Jesus seems pretty detail-oriented to me. Jesus said, “For truly, I say to you, till heaven and earth pass away, not an iota, not a dot, will pass from the law until all is accomplished.” (Matthew 5:18; see Luke 16:17) He said, “But not a hair of your head will perish.” He said, “Woe to you, scribes and Pharisees, hypocrites! for you tithe mint and dill and cummin, and have neglected the weightier matters of the law, justice and mercy and faith; these you ought to have done, without neglecting the others.” (Matthew 23:23) To many, an iota and a dot and a hair and mint and dill and cummin are “petty details” yet Jesus cared about them enough to mention them.
Consider Jesus’ two-step cure of the blind man and how, though the blind man himself may have been quite happy with just having some of his sight restored and being able to see his fellow men though they looked to him like trees, Jesus was not content until the man “saw everything clearly”:
And some people brought to [Jesus] a blind man, and begged him to touch him. And he took the blind man by the hand, and led him out of the village; and when he had spit on his eyes and laid his hands upon him, he asked him, “Do you see anything?” And he looked up and said, “I see men; but they look like trees, walking.” Then again he laid his hands upon his eyes; and he looked intently and was restored, and saw everything clearly. (Mark 8:22-25)
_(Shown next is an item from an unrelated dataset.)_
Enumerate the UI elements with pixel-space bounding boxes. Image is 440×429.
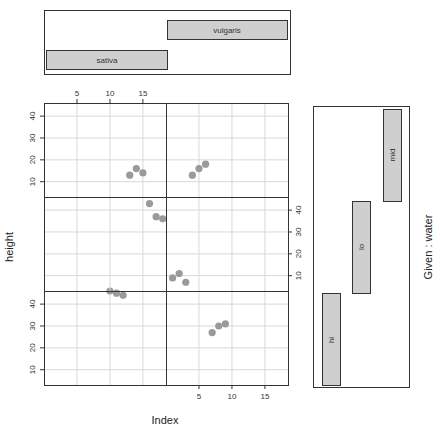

The apostles Peter and John celebrated their common faith in Jesus Christ with the Samaritans who had received the word of God and been baptized in the name of Jesus but they were still eager that what they saw as lacking in their formation be corrected and “came down and prayed for them that they might receive the Holy Spirit … [and] laid their hands on them and they received the Holy Spirit.” (Acts 8:15,17)
Priscilla and Aquila celebrated their common faith in Jesus Christ with Apollos but they were still eager that what they saw as lacking in his formation be corrected and “took him and expounded to him the way of God more accurately.” (Acts 18:26)
Paul celebrated their common faith in Jesus Christ with the disciples he found in Ephesus, who had only received John’s baptism, but he was still eager that what he saw as lacking in their formation be corrected and baptized them in the name of the Lord Jesus and laid his hands on them and they received the Holy Spirit. (See Acts 19:1-6)
If the New Testament writers were content just celebrating their common faith in Jesus Christ with their Christian readers, with their shared understanding of “the first principles of God’s word” (Hebrews 5:12) and “the elementary doctrines of Christ” (6:1) and not also eager that what they saw as lacking in their formation be corrected, then most of the New Testament epistles would never have been written. They wrote so that their Christian readers would all attain “the unity of the faith” (Ephesians 4:13), even in what some might call the “petty details.”